Criterion's lovingly
assembled box set 4 X Agnès Varda moves from the fitfully sublime La
Pointe-Courte

to three legitimately great films. In 1962, well into the first crest of the New
Wave, Varda made Cléo From 5 To 7, a real-time study of a budding singing star as
she roams Paris' Left Bank and anxiously (and somewhat melodramatically) awaits
an oncologist's report. Three years later, Varda moved from flat
black-and-white to vivid pastel color with Le Bonheur (a.k.a. Happiness), a cruelly ironic
portrait of a loving young family and its patriarch's attempt to increase his
joy by adding a mistress to the mix. And in 1985, Varda had her most significant
international success in more than two decades with Vagabond, a naggingly elusive
sketch of a naggingly elusive woman, who roams from town to town, taking what
she can and working only when she has to.

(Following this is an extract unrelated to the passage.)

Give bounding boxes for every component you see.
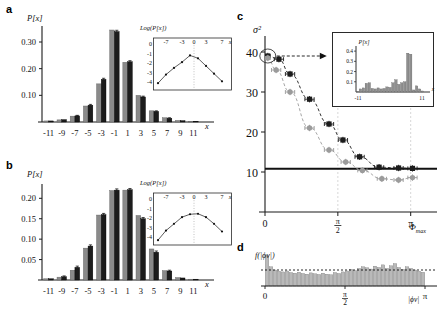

At first glance, Vagabond may seem like the odd film
out for this set; it's less florid in style than the others, and was released
well after the era the first three films span. But there's really not much
difference between Sandrine Bonnaire's wastrel character in Vagabond, Corinne Marchand's
self-obsessed chanteuse in Cléo, or Jean-Claude Drouot's greedy husband in Le
Bonheur
.
Varda invites the audience to observe these people intimately, but she won't
quite let us like
them, or sympathize. Though her characters seem to speak plainly, Varda
constantly reminds us with her own tricky style that it's possible to say one
thing and mean another.

Key features: Several of Varda's
excellent shorts, plus touching reminiscences with her movies' original casts.